Before watching the video, I was skeptical about the utility of a multi-touch mouse. Mostly I think that point of view was colored by the fact that I think multi-touch trackpads as being inferior to multi-touch displays. I assumed that a MT mouse would be pretty much the same, but after watching the video, I can see there is some advantage.
My problem with the MT trackpad is that it does not allow the NUI concept of direct manipulation. Sure, it is multi-touch and can recognize gestures, but those gestures are only a small incremental improvement to the scroll-sensitive side area of trackpads. With the trackpad is used to move the cursor, the finger movement is relative to the cursor. When the trackpad is used with a multi-touch gesture, it is also relative, but multi-touch gestures are much better using absolute positioning and direct manipulation. True Natural User Interfaces are not possible with MT trackpads. (Would the iPhone be as cool with a non-touch display and a separate MT trackpad and cursor?)
In the video, they showed that each concept multi-touch mouse has one (or more) regular mouse position sensor on the bottom but also a method to detect (many!) touches somewhere on the top. This is different from MT trackpads in that the cursor positioning is done with relative movement of the entire mouse, but multi-touch gestures are done using the fingers on the MT-sensitive surface. Some of the concept mice even responded to whole palm gestures and positioning.
The separation of the relative cursor positioning from the multi-touch gestures may be a solution to the issues I had with MT trackpads. In addition, it allows additional degrees of freedom so that you can rotate and stretch a picture using gestures while and panning by moving the mouse all at once, for example, whereas with the trackpad you would likely be limited to one type of manipulation at a time.
I can envision an ecosystem where multi-touch mice being accepted as a low-cost enabling technology that introduces people to Natural User Interfaces without a large investment. Those would be used in addition to or to complement multi-touch displays and larger Surface devices. It would benefit NUI adoption by allowing existing computers to use NUI software. While it would add to the complexity of planning interfaces across a larger variety of hardware capabilities, the potential for mass adoption may be more important.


Work required
Reproduce the records precisely. Every line should be included.

Data
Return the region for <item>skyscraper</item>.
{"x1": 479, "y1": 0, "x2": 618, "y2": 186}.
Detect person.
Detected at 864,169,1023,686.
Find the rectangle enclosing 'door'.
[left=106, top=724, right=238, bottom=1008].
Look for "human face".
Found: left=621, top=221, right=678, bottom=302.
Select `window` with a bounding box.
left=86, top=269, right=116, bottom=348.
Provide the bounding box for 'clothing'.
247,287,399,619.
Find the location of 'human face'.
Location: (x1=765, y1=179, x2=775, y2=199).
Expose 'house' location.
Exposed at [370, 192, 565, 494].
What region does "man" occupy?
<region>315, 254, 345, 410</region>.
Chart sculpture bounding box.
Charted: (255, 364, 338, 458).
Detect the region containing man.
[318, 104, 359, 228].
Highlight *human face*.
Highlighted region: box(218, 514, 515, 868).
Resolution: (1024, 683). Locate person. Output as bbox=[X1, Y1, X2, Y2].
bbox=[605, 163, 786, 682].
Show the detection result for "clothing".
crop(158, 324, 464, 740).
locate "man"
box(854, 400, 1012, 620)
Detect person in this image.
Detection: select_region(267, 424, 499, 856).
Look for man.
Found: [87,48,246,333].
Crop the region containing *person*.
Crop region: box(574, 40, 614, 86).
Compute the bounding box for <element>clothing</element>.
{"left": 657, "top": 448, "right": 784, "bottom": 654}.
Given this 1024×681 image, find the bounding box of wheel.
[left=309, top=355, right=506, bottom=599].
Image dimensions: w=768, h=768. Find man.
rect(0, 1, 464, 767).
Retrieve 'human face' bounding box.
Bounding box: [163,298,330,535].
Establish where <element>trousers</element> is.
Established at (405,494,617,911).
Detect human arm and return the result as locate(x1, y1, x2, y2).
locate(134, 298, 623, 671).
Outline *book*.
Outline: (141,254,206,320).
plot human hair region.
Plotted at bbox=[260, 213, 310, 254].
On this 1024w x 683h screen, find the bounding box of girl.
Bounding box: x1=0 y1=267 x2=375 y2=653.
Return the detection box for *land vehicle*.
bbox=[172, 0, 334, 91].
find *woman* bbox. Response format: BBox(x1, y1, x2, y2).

Completed task
Return the region for <item>skyscraper</item>.
{"x1": 479, "y1": 0, "x2": 618, "y2": 186}.
Detect person.
Detected at 864,169,1023,686.
Find the rectangle enclosing 'door'.
[left=106, top=724, right=238, bottom=1008].
Look for "human face".
Found: left=621, top=221, right=678, bottom=302.
Select `window` with a bounding box.
left=86, top=269, right=116, bottom=348.
Provide the bounding box for 'clothing'.
247,287,399,619.
Find the location of 'human face'.
Location: (x1=765, y1=179, x2=775, y2=199).
Expose 'house' location.
Exposed at [370, 192, 565, 494].
What region does "man" occupy?
<region>315, 254, 345, 410</region>.
Chart sculpture bounding box.
Charted: (255, 364, 338, 458).
Detect the region containing man.
[318, 104, 359, 228].
Highlight *human face*.
Highlighted region: box(218, 514, 515, 868).
Resolution: (1024, 683). Locate person. Output as bbox=[X1, Y1, X2, Y2].
bbox=[605, 163, 786, 682].
Show the detection result for "clothing".
crop(158, 324, 464, 740).
locate "man"
box(854, 400, 1012, 620)
Detect person in this image.
Detection: select_region(267, 424, 499, 856).
Look for man.
Found: [87,48,246,333].
Crop the region containing *person*.
Crop region: box(574, 40, 614, 86).
Compute the bounding box for <element>clothing</element>.
{"left": 657, "top": 448, "right": 784, "bottom": 654}.
Given this 1024×681 image, find the bounding box of wheel.
[left=309, top=355, right=506, bottom=599].
Image dimensions: w=768, h=768. Find man.
rect(0, 1, 464, 767).
Retrieve 'human face' bounding box.
Bounding box: [163,298,330,535].
Establish where <element>trousers</element> is.
Established at (405,494,617,911).
Detect human arm and return the result as locate(x1, y1, x2, y2).
locate(134, 298, 623, 671).
Outline *book*.
Outline: (141,254,206,320).
plot human hair region.
Plotted at bbox=[260, 213, 310, 254].
On this 1024w x 683h screen, find the bounding box of girl.
Bounding box: x1=0 y1=267 x2=375 y2=653.
Return the detection box for *land vehicle*.
bbox=[172, 0, 334, 91].
find *woman* bbox. Response format: BBox(x1, y1, x2, y2).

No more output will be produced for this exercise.